Chapter One: Introduction to Schedules - Construction Schedules - Fifth Edition
Michael T. Callahan is President of CCL Construction Consultants, Inc. He maintains an active international consulting practice in the measurement and responsibility of delay, along with the quantification of additional performance costs and other construction and design-related matters. The author of Termination of Design Contracts, he also prepares a monthly newsletter summarizing current design and construction case decisions for Construction Law Digest. Mr. Callahan has lectured throughout the United States, Europe, the Middle East and Far East on design and construction-related topics. He is a member of the Kansas, New Jersey, and Missouri bars by examination. He is also a frequent arbitrator, negotiator, mediator, and a regional advisor to the American Arbitration Association.
H. Murray Hohns, PE, Fellow ASCE, was a Construction Consultant, Mediator and Arbitrator in private practice. His specialty was construction delay, those responsible, and its consequences. He founded Wagner-Hohns-Inglis-Inc. and built it into one of the country’s 250 largest Consulting Engineers. The author of several books on dispute resolution, he worked on projects in all 50 states and overseas, and managed major construction projects for their owners. Mr. Hohns also wrote a monthly expert commentary for a compilation of reported construction cases for over seven years. He was former President of the Project Management Institute, the National Academy of Forensic Engineers, and a member of the Board of Directors for the American Arbitration Association.

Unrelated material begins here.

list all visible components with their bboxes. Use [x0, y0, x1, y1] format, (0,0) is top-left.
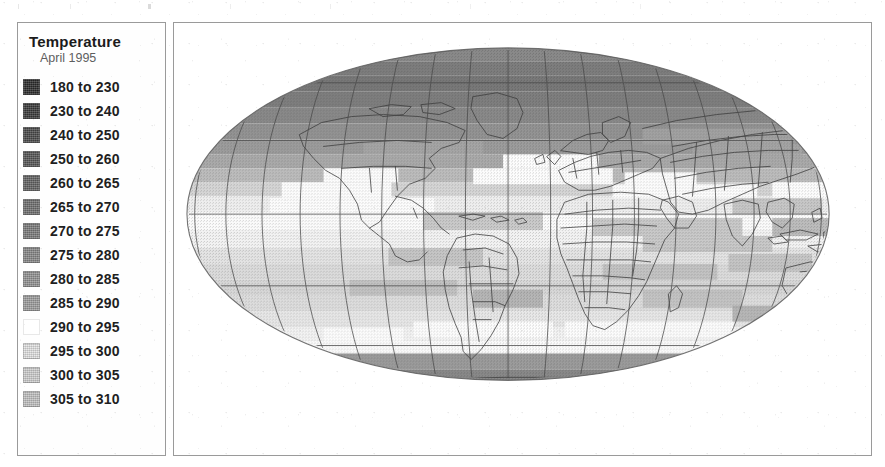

Originally from Construction Schedules: Analysis, Evaluation and Interpretation of Schedules in Litigation and Dispute Resolution - 4th Edition
Scheduling of a construction project or any other project is nothing new nor is it terribly complicated if one understands the activities required to bring the project to completion. People have been planning and carrying out both simple and complex projects for thousands of years. Our times may include electronic and environmental features not common just 50 years ago, but the concept of scheduling the labor, tools, material and equipment necessary to do any and all projects in some sort of necessary sequence has been with us since history began.
The Old Testament relates the construction of Solomon's Temple to use thirty thousand forced laborers that were rotated at ten thousand per month in and out of Lebanon; another seventy thousand laborers and eighty thousand stone cutters were put to work in the hill country of Israel, and were overseen by three thousand three hundred supervisors. All those people were evidently necessary to build a rather ornate building that was only 30 feet wide, 90 feet long and 45 feet high, and to build it so that the ring of a hammer, ax, or any iron tool was never heard at the temple site while it was being built. Obviously, someone did some planning and scheduling during the seven years that it took to form its construction.
While we know that a scheduling method called a bar or Gantt chart has been used as a planning tool for the last 85 years or so, little is known about how people went about planning large construction or other projects prior to the bar chart. Moreover, it was not until the development of network diagramming techniques which can show activity or specific job task relationships, that the scheduling of construction and all other projects began to receive serious attention. Soon after this method was developed, the law changed at the Federal level and the schedule began to receive its most attention when someone was trying to prove their entitlement to more time and money on a project which was completed later than the contract required.